Of course, the effects of alcohol are not all positive. We all adopted nicknames for the characters we become after a few drinks. Perhaps you are the "happy drunkard," or maybe you have a reputation for being an "aggressive drunkard" who takes all the wrong direction after a pint.

The relationship between alcohol and antisocial behavior is well documented – anecdotally and as part of research. Many arguments and fights come from someone who has had one too many. Scientists believe that we behave this way when we are drunk because we misinterpret social situations and lose our sense of empathy. Essentially, once we begin to brood and stumble, our ability to understand or share the emotions of others also disappears.

Drunk people lose their ability to interpret the feelings of the people around them.
Dusan Petkovic / Shutterstock

Make your decisions in a state of drunkenness

If someone did something wrong while he was under the influence of alcohol, we tend to give him a card "get out of jail" rather than the hold responsible for his actions. We also extend these excuses to ourselves.

But in our research, we have tried to paint a clearer picture of the relationship between alcohol consumption, empathy and moral behavior. Ultimately, although alcohol use may affect our empathy and cause us to respond inappropriately to the emotions and reactions of others, it does not necessarily change our moral standards or the principles we use to distinguish between this. who is right and what is wrong.

In a recent experiment, we gave participants vodka shots, then measured their empathy and moral decisions. We presented images showing various people expressing emotions to our participants. After receiving a higher dose of vodka, people began to respond inappropriately to these emotional displays, signaling that they felt positively about sad and negative faces about happy faces. The more people were intoxicated, the more their empathy was altered – drinking a few drinks weakened their ability to understand and share the emotions of others.

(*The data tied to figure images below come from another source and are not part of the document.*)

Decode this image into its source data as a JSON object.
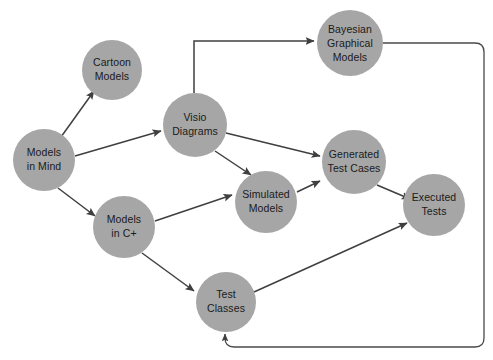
{
  "diagram": {
    "type": "directed-graph",
    "canvas": {
      "width": 493,
      "height": 360,
      "background": "#ffffff"
    },
    "style": {
      "node_fill": "#a6a6a6",
      "node_text_color": "#1a1a1a",
      "edge_color": "#3f3f3f"
    },
    "nodes": [
      {
        "id": "models-in-mind",
        "label_lines": [
          "Models",
          "in Mind"
        ],
        "line1": "Models",
        "line2": "in Mind",
        "cx": 44,
        "cy": 160,
        "r": 31
      },
      {
        "id": "cartoon-models",
        "label_lines": [
          "Cartoon",
          "Models"
        ],
        "line1": "Cartoon",
        "line2": "Models",
        "cx": 112,
        "cy": 70,
        "r": 30
      },
      {
        "id": "visio-diagrams",
        "label_lines": [
          "Visio",
          "Diagrams"
        ],
        "line1": "Visio",
        "line2": "Diagrams",
        "cx": 195,
        "cy": 125,
        "r": 32
      },
      {
        "id": "bayesian-graphical-models",
        "label_lines": [
          "Bayesian",
          "Graphical",
          "Models"
        ],
        "line1": "Bayesian",
        "line2": "Graphical",
        "line3": "Models",
        "cx": 350,
        "cy": 43,
        "r": 33
      },
      {
        "id": "models-in-c-plus",
        "label_lines": [
          "Models",
          "in C+"
        ],
        "line1": "Models",
        "line2": "in C+",
        "cx": 124,
        "cy": 227,
        "r": 31
      },
      {
        "id": "simulated-models",
        "label_lines": [
          "Simulated",
          "Models"
        ],
        "line1": "Simulated",
        "line2": "Models",
        "cx": 266,
        "cy": 202,
        "r": 31
      },
      {
        "id": "generated-test-cases",
        "label_lines": [
          "Generated",
          "Test Cases"
        ],
        "line1": "Generated",
        "line2": "Test Cases",
        "cx": 354,
        "cy": 162,
        "r": 32
      },
      {
        "id": "executed-tests",
        "label_lines": [
          "Executed",
          "Tests"
        ],
        "line1": "Executed",
        "line2": "Tests",
        "cx": 434,
        "cy": 205,
        "r": 31
      },
      {
        "id": "test-classes",
        "label_lines": [
          "Test",
          "Classes"
        ],
        "line1": "Test",
        "line2": "Classes",
        "cx": 226,
        "cy": 302,
        "r": 30
      }
    ],
    "edges": [
      {
        "id": "edge-mind-to-cartoon",
        "from": "models-in-mind",
        "to": "cartoon-models",
        "arrow": true
      },
      {
        "id": "edge-mind-to-visio",
        "from": "models-in-mind",
        "to": "visio-diagrams",
        "arrow": true
      },
      {
        "id": "edge-mind-to-cplus",
        "from": "models-in-mind",
        "to": "models-in-c-plus",
        "arrow": true
      },
      {
        "id": "edge-visio-to-bayesian",
        "from": "visio-diagrams",
        "to": "bayesian-graphical-models",
        "arrow": true,
        "routing": "orthogonal-up-right"
      },
      {
        "id": "edge-visio-to-generated",
        "from": "visio-diagrams",
        "to": "generated-test-cases",
        "arrow": true
      },
      {
        "id": "edge-visio-to-simulated",
        "from": "visio-diagrams",
        "to": "simulated-models",
        "arrow": true
      },
      {
        "id": "edge-cplus-to-simulated",
        "from": "models-in-c-plus",
        "to": "simulated-models",
        "arrow": true
      },
      {
        "id": "edge-cplus-to-testclasses",
        "from": "models-in-c-plus",
        "to": "test-classes",
        "arrow": true
      },
      {
        "id": "edge-simulated-to-generated",
        "from": "simulated-models",
        "to": "generated-test-cases",
        "arrow": true
      },
      {
        "id": "edge-generated-to-executed",
        "from": "generated-test-cases",
        "to": "executed-tests",
        "arrow": true
      },
      {
        "id": "edge-testclasses-to-executed",
        "from": "test-classes",
        "to": "executed-tests",
        "arrow": true
      },
      {
        "id": "edge-bayesian-to-testclasses",
        "from": "bayesian-graphical-models",
        "to": "test-classes",
        "arrow": true,
        "routing": "orthogonal-right-down-left-up"
      }
    ]
  }
}
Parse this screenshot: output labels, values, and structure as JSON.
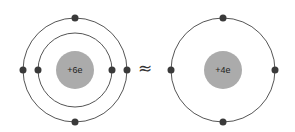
{
  "colors": {
    "orbit": "#555555",
    "electron": "#3a3a3a",
    "nucleus": "#ababab",
    "text": "#222222"
  },
  "left_atom": {
    "nucleus_label": "+6e",
    "shells": 2,
    "electrons": 6
  },
  "relation_symbol": "≈",
  "right_atom": {
    "nucleus_label": "+4e",
    "shells": 1,
    "electrons": 4
  }
}
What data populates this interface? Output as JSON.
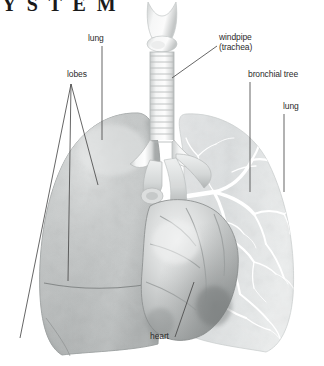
{
  "page": {
    "title_partial": "Y S T E M",
    "background_color": "#ffffff",
    "label_color": "#2b2b2b",
    "leader_line_color": "#4a4a4a",
    "width": 324,
    "height": 366
  },
  "diagram": {
    "style": "grayscale medical illustration",
    "labels": [
      {
        "id": "lung-left",
        "text": "lung",
        "icon": "leader-line-vertical"
      },
      {
        "id": "lobes",
        "text": "lobes",
        "icon": "leader-line-fan-three"
      },
      {
        "id": "windpipe",
        "text": "windpipe",
        "text2": "(trachea)",
        "icon": "leader-line-diagonal"
      },
      {
        "id": "bronchial-tree",
        "text": "bronchial tree",
        "icon": "leader-line-vertical"
      },
      {
        "id": "lung-right",
        "text": "lung",
        "icon": "leader-line-vertical"
      },
      {
        "id": "heart",
        "text": "heart",
        "icon": "leader-line-diagonal"
      }
    ],
    "structures": [
      {
        "id": "larynx",
        "name": "larynx"
      },
      {
        "id": "trachea",
        "name": "trachea with cartilage rings"
      },
      {
        "id": "lung-left",
        "name": "left lung (opaque, lobed)"
      },
      {
        "id": "lung-right",
        "name": "right lung (translucent, bronchial tree visible)"
      },
      {
        "id": "bronchial",
        "name": "bronchial tree"
      },
      {
        "id": "heart",
        "name": "heart"
      }
    ]
  }
}
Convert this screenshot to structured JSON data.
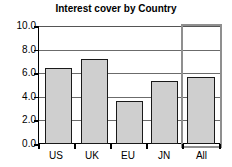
{
  "chart_data": {
    "type": "bar",
    "title": "Interest cover by Country",
    "xlabel": "",
    "ylabel": "",
    "categories": [
      "US",
      "UK",
      "EU",
      "JN",
      "All"
    ],
    "values": [
      6.4,
      7.2,
      3.6,
      5.3,
      5.6
    ],
    "series": [
      {
        "name": "Interest cover",
        "values": [
          6.4,
          7.2,
          3.6,
          5.3,
          5.6
        ]
      }
    ],
    "ylim": [
      0.0,
      10.0
    ],
    "ytick_labels": [
      "0.0",
      "2.0",
      "4.0",
      "6.0",
      "8.0",
      "10.0"
    ],
    "ytick_values": [
      0.0,
      2.0,
      4.0,
      6.0,
      8.0,
      10.0
    ],
    "grid": true,
    "legend": false,
    "legend_position": "none",
    "annotations": [
      {
        "name": "highlight-all-column",
        "category": "All",
        "description": "gray rectangle outlining the All column"
      }
    ],
    "colors": {
      "bar_fill": "#cfcfcf",
      "bar_border": "#1a1a1a",
      "gridline": "#6b6b6b",
      "axis": "#000000",
      "highlight_border": "#8f8f8f",
      "background": "#ffffff",
      "text": "#000000"
    }
  }
}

During the experiment, users were asked to wear virtual reality headsets to make a moral decision in the context of a simulation.
Standret / Shutterstock

But did that have an effect on their morality?

People told us what they thought they were doing in moral dilemmas, and then looked at what they actually did to simulate a moral dilemma in virtual reality. Think about what you could do in one of these situations:

A fleeing cart goes to five construction workers who can not hear it. You are on a bridge between the approaching wagon and the workers. In front of you is a very big stranger. If you push this stranger on the rails below, their great mass will stop the cart. This person will be killed but the five construction workers will be saved. Would you do it?

Although alcohol may have altered the empathy of our participants, it did not affect the way they judged these moral situations or their behavior. If someone chose to push the person off the bridge to save more lives while he was sober, he was doing the same thing when he was drunk. If people refused to sacrifice the life of the person in the same situation because they thought that killing was wrong, whatever the consequences, they did the same when they were drunk.

It turns out that, although we may believe that alcohol changes our personality, this is not the case. You are still the same person after a drink – your current moral sense has remained intact. So, while alcohol can affect how we interpret and understand the emotions of others, we can not blame our immoral behaviors for alcohol.

Drunken has the same moral compass. And you are therefore responsible for your moral and immoral actions, whether you have drunk a few drinks or not.